If you're already behind
If you've missed FBARs or Form 8938 filings for one or more prior years, your path back depends on the facts:
- One missed year, otherwise compliant, truly forgot: File the delinquent FBAR through the "Delinquent FBAR Submission" pathway on the BSA E-Filing system with a short reasonable-cause statement. For Form 8938, file an amended return.
- Multiple years missed, non-willful: The IRS Streamlined Filing Procedures are the penalty-free path. See the Streamlined checklist for what to gather.
- Willful-conduct concerns or large unreported accounts: Start with a tax attorney, not software.
Conclusion
FBAR is the low-threshold one that catches most expats.
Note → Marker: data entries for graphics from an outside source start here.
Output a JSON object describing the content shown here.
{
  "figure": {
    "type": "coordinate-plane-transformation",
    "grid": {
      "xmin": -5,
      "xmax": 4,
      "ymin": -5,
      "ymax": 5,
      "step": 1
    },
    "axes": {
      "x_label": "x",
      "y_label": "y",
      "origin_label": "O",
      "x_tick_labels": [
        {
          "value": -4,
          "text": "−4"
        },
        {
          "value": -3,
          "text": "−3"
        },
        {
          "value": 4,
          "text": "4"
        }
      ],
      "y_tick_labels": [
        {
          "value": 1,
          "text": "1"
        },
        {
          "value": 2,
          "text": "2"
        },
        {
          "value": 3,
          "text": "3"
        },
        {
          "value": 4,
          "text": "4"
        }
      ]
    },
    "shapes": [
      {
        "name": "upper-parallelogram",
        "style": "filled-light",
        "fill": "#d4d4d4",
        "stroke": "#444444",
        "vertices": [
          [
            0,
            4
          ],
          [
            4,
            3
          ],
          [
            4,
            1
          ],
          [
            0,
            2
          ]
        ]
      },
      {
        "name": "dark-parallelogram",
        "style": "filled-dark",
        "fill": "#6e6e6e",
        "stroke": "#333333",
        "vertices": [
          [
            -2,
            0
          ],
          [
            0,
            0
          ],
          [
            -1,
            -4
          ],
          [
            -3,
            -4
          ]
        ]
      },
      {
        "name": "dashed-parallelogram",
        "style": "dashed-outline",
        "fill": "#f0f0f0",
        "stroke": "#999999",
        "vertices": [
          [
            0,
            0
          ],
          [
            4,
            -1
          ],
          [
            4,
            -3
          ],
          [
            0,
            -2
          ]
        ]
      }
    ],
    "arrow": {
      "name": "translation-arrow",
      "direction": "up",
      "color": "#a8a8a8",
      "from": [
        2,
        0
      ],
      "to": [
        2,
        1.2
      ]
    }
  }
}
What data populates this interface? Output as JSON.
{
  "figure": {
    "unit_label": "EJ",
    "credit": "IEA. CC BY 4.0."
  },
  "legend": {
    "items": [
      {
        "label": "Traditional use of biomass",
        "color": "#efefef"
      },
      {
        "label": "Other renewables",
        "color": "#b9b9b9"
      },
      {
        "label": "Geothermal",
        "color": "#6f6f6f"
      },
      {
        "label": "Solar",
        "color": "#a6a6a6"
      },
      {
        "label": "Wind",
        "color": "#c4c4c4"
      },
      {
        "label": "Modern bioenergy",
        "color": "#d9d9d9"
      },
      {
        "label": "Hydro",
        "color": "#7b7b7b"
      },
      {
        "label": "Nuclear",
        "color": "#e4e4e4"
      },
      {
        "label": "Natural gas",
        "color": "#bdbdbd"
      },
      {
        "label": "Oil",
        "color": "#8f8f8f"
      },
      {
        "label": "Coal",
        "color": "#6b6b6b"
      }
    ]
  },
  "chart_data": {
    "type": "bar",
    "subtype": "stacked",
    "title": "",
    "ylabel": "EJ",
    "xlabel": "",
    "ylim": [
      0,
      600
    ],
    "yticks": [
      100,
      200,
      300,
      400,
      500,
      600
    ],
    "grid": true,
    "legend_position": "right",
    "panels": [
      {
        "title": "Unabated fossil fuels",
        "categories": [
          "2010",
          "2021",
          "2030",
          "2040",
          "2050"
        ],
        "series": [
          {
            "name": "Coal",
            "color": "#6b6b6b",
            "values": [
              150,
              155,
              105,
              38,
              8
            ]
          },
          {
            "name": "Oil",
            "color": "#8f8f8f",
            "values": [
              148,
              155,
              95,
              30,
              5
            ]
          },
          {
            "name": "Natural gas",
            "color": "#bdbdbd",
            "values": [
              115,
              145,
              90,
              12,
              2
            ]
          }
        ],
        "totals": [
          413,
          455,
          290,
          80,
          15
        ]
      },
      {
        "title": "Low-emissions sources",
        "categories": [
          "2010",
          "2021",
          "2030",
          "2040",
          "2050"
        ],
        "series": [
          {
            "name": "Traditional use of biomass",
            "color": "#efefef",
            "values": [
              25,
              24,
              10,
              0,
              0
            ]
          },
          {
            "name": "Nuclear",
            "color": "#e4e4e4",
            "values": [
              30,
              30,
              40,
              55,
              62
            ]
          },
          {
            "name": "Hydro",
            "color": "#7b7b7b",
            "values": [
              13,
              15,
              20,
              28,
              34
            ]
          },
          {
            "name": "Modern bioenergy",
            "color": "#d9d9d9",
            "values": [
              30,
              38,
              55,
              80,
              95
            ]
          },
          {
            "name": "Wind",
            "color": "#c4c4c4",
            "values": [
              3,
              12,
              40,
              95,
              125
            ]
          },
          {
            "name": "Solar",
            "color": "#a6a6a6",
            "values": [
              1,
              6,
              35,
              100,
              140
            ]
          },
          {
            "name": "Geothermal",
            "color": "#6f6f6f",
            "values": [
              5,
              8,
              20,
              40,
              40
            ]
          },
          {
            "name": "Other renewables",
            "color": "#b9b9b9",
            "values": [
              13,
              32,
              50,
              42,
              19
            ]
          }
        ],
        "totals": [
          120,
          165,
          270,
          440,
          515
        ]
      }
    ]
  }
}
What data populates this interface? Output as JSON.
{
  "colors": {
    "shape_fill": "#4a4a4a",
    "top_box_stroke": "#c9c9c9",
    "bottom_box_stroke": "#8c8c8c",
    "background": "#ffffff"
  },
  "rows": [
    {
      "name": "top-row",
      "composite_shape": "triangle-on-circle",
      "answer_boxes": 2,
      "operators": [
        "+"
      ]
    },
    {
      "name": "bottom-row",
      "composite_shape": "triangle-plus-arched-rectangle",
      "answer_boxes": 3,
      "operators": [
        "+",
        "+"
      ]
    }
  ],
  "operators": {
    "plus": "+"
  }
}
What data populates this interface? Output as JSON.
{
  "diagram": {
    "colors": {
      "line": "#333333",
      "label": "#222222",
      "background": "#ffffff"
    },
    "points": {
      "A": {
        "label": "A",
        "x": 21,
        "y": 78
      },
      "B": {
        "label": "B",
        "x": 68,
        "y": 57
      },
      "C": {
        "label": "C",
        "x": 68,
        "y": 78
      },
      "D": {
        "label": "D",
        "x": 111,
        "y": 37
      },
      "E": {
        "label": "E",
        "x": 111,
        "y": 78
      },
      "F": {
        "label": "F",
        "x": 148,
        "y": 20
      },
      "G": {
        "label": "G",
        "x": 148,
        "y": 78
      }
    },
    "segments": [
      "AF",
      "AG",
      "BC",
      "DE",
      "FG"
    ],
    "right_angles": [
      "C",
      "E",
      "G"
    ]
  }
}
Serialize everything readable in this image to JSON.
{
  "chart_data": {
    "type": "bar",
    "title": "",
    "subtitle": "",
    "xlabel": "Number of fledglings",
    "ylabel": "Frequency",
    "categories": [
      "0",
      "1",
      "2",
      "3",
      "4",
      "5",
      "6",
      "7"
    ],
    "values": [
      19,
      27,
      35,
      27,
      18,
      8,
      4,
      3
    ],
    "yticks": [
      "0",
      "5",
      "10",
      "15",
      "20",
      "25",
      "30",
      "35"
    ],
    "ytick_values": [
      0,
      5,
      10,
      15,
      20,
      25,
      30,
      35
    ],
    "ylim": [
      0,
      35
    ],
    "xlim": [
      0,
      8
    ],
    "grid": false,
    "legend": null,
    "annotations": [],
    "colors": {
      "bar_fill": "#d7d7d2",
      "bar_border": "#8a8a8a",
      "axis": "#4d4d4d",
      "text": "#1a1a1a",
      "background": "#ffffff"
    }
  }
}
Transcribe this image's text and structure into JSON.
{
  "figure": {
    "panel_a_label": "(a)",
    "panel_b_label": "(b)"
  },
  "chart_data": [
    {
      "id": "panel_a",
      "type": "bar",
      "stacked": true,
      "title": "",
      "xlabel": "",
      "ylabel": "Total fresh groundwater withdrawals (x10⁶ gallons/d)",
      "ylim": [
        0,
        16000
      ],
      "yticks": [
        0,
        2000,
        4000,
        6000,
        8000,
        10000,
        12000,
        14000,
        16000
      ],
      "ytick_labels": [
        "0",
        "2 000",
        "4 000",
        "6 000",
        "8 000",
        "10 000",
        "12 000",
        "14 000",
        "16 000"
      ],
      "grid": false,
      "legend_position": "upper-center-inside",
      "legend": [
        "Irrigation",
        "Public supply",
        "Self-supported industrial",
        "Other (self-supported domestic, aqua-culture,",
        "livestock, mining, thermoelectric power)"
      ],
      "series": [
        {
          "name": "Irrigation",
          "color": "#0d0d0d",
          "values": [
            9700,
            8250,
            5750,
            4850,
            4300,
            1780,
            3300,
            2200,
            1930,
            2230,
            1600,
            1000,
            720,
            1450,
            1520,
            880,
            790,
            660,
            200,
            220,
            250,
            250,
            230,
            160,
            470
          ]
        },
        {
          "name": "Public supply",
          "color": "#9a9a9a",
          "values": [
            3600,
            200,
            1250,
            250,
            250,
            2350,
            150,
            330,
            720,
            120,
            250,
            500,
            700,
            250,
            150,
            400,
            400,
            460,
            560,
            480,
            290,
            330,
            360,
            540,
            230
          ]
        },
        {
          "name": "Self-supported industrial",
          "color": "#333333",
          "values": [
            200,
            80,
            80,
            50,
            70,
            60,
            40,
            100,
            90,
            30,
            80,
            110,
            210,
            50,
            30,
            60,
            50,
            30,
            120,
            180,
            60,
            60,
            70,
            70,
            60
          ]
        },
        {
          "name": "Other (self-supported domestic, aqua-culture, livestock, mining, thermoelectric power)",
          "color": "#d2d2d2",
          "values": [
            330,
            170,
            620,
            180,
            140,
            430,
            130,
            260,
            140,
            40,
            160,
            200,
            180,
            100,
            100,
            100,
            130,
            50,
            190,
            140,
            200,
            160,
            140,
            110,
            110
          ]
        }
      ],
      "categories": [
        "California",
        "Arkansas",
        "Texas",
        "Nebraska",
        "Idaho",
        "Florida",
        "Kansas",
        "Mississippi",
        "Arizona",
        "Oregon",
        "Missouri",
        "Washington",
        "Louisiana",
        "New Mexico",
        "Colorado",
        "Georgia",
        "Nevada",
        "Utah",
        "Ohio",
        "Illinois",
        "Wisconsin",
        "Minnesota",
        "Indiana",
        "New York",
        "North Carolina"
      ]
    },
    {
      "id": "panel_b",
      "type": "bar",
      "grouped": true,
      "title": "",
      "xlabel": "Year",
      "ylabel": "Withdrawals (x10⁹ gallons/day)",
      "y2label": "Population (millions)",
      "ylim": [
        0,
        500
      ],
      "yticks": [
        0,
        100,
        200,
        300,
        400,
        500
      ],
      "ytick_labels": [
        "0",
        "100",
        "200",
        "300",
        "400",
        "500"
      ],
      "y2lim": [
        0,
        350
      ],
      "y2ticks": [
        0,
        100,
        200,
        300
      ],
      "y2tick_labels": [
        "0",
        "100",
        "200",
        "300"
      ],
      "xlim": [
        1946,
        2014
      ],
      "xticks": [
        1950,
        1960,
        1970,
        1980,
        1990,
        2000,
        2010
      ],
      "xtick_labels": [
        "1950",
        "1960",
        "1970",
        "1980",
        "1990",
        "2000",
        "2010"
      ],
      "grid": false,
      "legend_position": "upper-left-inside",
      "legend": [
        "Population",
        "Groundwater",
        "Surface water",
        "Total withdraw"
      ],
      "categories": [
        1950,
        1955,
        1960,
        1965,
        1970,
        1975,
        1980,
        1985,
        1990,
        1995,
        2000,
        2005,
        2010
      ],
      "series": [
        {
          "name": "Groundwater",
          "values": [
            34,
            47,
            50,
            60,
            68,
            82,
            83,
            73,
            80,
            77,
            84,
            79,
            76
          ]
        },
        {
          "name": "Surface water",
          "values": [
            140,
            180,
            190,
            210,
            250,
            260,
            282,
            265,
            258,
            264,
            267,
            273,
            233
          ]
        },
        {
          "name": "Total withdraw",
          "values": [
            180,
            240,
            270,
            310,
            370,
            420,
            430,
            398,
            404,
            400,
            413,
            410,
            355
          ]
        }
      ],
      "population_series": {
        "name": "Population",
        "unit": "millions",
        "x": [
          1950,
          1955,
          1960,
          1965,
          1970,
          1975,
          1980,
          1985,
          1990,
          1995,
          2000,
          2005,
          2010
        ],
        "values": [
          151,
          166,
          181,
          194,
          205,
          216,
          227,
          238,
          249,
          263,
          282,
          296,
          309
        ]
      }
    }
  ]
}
FATCA is the higher-threshold one that catches fewer. They overlap but are not interchangeable. Software that only handles one — which is most mainstream U.S. tax software — leaves you to handle the other yourself. Expat-specialist software handles both on the same platform, which is why for most expats it's the right choice.
FAQ
What is the difference between FATCA and FBAR?
The FBAR (FinCEN 114) is filed separately with the Financial Crimes Enforcement Network (FinCEN), not the IRS, and is triggered when the aggregate value of your foreign financial accounts exceeds $10,000 at any point during the year. FATCA reporting (Form 8938) is part of your federal tax return and is triggered at much higher thresholds that vary by filing status and whether you live abroad — typically starting at $200,000 for a single filer living abroad. FBAR catches most expats; FATCA catches fewer, at higher asset levels.
Do I need to file both FATCA and FBAR?
Many expats do. The thresholds are independent — you might need the FBAR (foreign accounts over $10,000) but not FATCA (foreign financial assets below the higher threshold). You might also need both. If your foreign financial assets cross the FATCA thresholds, the FBAR threshold is almost always already crossed as well.
What happens if I miss an FBAR or FATCA filing?
FBAR non-willful penalties can reach $10,000 per account per year (adjusted for inflation); willful violations can reach the greater of $100,000 or 50% of the account balance, plus potential criminal penalties. FATCA (Form 8938) non-willful penalties start at $10,000 per form plus up to $50,000 if the failure continues after IRS notice. For expats who are several years behind, the IRS Streamlined Procedures offer a penalty-free path back to compliance in clean non-willful cases.
Which foreign accounts trigger FBAR and FATCA?
Broadly, any foreign financial account you own, control, or have signature authority over — bank accounts, brokerage accounts, mutual funds held directly with a foreign financial institution, certain foreign-issued insurance with cash value, and in many cases foreign pension accounts. The scopes overlap heavily but are not identical; FATCA tends to reach a broader set of 'foreign financial assets' (including some held outside accounts), while FBAR focuses on 'financial accounts' held with financial institutions.